“One word more, sir, and I have done. If Congress passes this resolution, and the State is admitted, no court will hereafter be able to decide that she is not a State in the Union, and no court therefore can call in question the validity or effect of any provision to be found in her constitution. One of the provisions of this constitution is that all the slaves of Louisiana are emancipated. Pass this resolution, admit the State, and that provision is effectual at once.”[[413]]

Mr. Sumner, having in mind the fundamental condition imposed by Congress upon the admission of Missouri, offered the following amendment of the resolution from the Committee on the Judiciary:

Provided, That this shall not take effect except upon the fundamental condition that within the State there shall be no denial of the electoral franchise, or of any other rights on account of color or race, but all persons shall be equal before the law. And the Legislature of the State, by a solemn public act, shall declare the assent of the State to this fundamental condition, and shall transmit to the President of the United States an authentic copy of such assent whenever the same shall be adopted, upon the receipt whereof he shall, by proclamation, announce the fact; whereupon, without any further proceedings on the part of Congress, this joint resolution shall take effect.[[414]]

Though Senator Clark favored the principle of Sumner’s amendment, he opposed it, as it stood, because it affected a resolution which proposed “to recognize the government in the State of Louisiana,” which in his judgment was still a State in the Union, “having its constitution overthrown, but desiring and attempting to establish a new” one; and he added, “I hold that we have no power to amend that constitution; and that is the reason why I shall be obliged to vote against it here.”

He spoke for the adoption of Trumbull’s resolution and, in doing so, traveled some of the ground gone over by Henderson. The government of Louisiana, Mr. Clark believed, belonged to the Union people. He was not aware that any definite number of persons was required to constitute a State, nor did he understand how the majority by going into rebellion could take away the rights of the loyal minority.

The guaranty of a republican form of government was made, he asserted, to meet precisely such a case as had arisen in Louisiana. In this view it became the duty of Congress to protect the government established by the minority.[[415]]

Mr. Pomeroy, speaking to the principle of Sumner’s amendment, declared that he would vote against all measures that looked like Congressional interference with the right to vote in the States. Saulsbury interrupted him to inquire what he would have done had the President, or his Secretary of War, sent armed soldiers to the polls and imposed a test upon voters as was done in Delaware, where Democrats were chased into swamps and compelled in the night time to lie out in the snow. Pomeroy’s only reply to this was to relate his own experience under Democratic supremacy in the early days of Kansas. He resumed his remarks on Louisiana, but these had been anticipated by the speakers who preceded him. In conclusion he asserted that there were two reasons for recognizing Arkansas where there was but one in favor of Louisiana.[[416]]

The Delaware Senator did not fail to call attention to Pomeroy’s evasion, and said he was glad to observe a change in the spirit of some of his Republican friends. “I think,” he said, “they begin to scent the danger in the distance; that they begin to see that if a Government of law is to be destroyed, and power is to be concentrated in Executive hands, or in the hands of Executive agents, there is an end of liberty in this country. I hail the dawn, therefore, of a better day.”[[417]]

Mr. Henderson again entered into the discussion, and in the course of his remarks drew from Senator Sumner this remarkable statement concerning Louisiana: “It is in and it is not. [Laughter.] The territory is in; but as yet there is no State government that is in.” In this discussion Sumner asserted also that when the bill of his friend Senator Wade was before Congress no one questioned its constitutionality though it proposed to interfere in the suffrage and to impose a condition upon States at the time of their reconstruction. Pomeroy dissented from the doctrine that Congress could reconstruct the insurgent States, and maintained that the only question then was whether they would recognize what the people of Louisiana had done.

Reverdy Johnson pointed out to Sumner the great increase of representation in Congress which the South would acquire by an extension of the suffrage to negroes. The three fifths provision, he said, would be done away with, and he made the further observation that for years to come the entire colored vote of that section would be in the hands of a few white men. He urged recognition of both Louisiana and Arkansas, so that the constitutional amendment would become binding, for unless ratified by three fourths of all the States it would be open to doubt.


Brief - For each entry that follows, write out an identical copy.

(Spatial localization data)
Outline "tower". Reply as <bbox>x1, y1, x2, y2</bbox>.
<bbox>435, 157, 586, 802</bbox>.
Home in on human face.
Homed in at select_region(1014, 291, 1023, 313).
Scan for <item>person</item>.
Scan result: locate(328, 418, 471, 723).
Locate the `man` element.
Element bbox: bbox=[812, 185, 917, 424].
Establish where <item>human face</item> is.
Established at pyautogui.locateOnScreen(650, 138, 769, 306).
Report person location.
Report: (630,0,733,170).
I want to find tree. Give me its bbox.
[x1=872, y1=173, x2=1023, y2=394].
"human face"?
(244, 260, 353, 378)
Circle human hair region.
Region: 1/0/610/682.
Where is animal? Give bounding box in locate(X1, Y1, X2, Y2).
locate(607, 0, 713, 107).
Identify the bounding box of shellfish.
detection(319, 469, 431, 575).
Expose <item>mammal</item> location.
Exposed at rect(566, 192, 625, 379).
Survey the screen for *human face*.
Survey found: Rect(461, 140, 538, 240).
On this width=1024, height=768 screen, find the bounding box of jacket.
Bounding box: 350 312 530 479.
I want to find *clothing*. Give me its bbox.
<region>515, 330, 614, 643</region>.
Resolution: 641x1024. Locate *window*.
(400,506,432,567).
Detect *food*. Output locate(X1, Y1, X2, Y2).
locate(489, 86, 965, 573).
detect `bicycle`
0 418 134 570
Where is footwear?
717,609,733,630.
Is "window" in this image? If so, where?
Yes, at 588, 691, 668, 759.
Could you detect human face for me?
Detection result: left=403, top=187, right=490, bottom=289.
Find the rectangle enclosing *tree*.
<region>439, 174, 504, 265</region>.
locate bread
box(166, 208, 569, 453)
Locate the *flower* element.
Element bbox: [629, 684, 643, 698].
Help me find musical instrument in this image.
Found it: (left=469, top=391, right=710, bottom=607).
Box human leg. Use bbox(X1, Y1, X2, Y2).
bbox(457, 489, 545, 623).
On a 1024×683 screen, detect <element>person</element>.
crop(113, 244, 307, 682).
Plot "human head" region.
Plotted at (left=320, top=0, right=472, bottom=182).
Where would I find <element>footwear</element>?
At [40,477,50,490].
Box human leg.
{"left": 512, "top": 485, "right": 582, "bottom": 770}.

Response area -
Outline "tower". Reply as <bbox>x1, y1, x2, y2</bbox>.
<bbox>435, 157, 586, 802</bbox>.
Home in on human face.
Homed in at select_region(1014, 291, 1023, 313).
Scan for <item>person</item>.
Scan result: locate(328, 418, 471, 723).
Locate the `man` element.
Element bbox: bbox=[812, 185, 917, 424].
Establish where <item>human face</item> is.
Established at pyautogui.locateOnScreen(650, 138, 769, 306).
Report person location.
Report: (630,0,733,170).
I want to find tree. Give me its bbox.
[x1=872, y1=173, x2=1023, y2=394].
"human face"?
(244, 260, 353, 378)
Circle human hair region.
Region: 1/0/610/682.
Where is animal? Give bounding box in locate(X1, Y1, X2, Y2).
locate(607, 0, 713, 107).
Identify the bounding box of shellfish.
detection(319, 469, 431, 575).
Expose <item>mammal</item> location.
Exposed at rect(566, 192, 625, 379).
Survey the screen for *human face*.
Survey found: Rect(461, 140, 538, 240).
On this width=1024, height=768 screen, find the bounding box of jacket.
Bounding box: 350 312 530 479.
I want to find *clothing*. Give me its bbox.
<region>515, 330, 614, 643</region>.
Resolution: 641x1024. Locate *window*.
(400,506,432,567).
Detect *food*. Output locate(X1, Y1, X2, Y2).
locate(489, 86, 965, 573).
detect `bicycle`
0 418 134 570
Where is footwear?
717,609,733,630.
Is "window" in this image? If so, where?
Yes, at 588, 691, 668, 759.
Could you detect human face for me?
Detection result: left=403, top=187, right=490, bottom=289.
Find the rectangle enclosing *tree*.
<region>439, 174, 504, 265</region>.
locate bread
box(166, 208, 569, 453)
Locate the *flower* element.
Element bbox: [629, 684, 643, 698].
Help me find musical instrument in this image.
Found it: (left=469, top=391, right=710, bottom=607).
Box human leg. Use bbox(X1, Y1, X2, Y2).
bbox(457, 489, 545, 623).
On a 1024×683 screen, detect <element>person</element>.
crop(113, 244, 307, 682).
Plot "human head" region.
Plotted at (left=320, top=0, right=472, bottom=182).
Where would I find <element>footwear</element>?
At [40,477,50,490].
Box human leg.
{"left": 512, "top": 485, "right": 582, "bottom": 770}.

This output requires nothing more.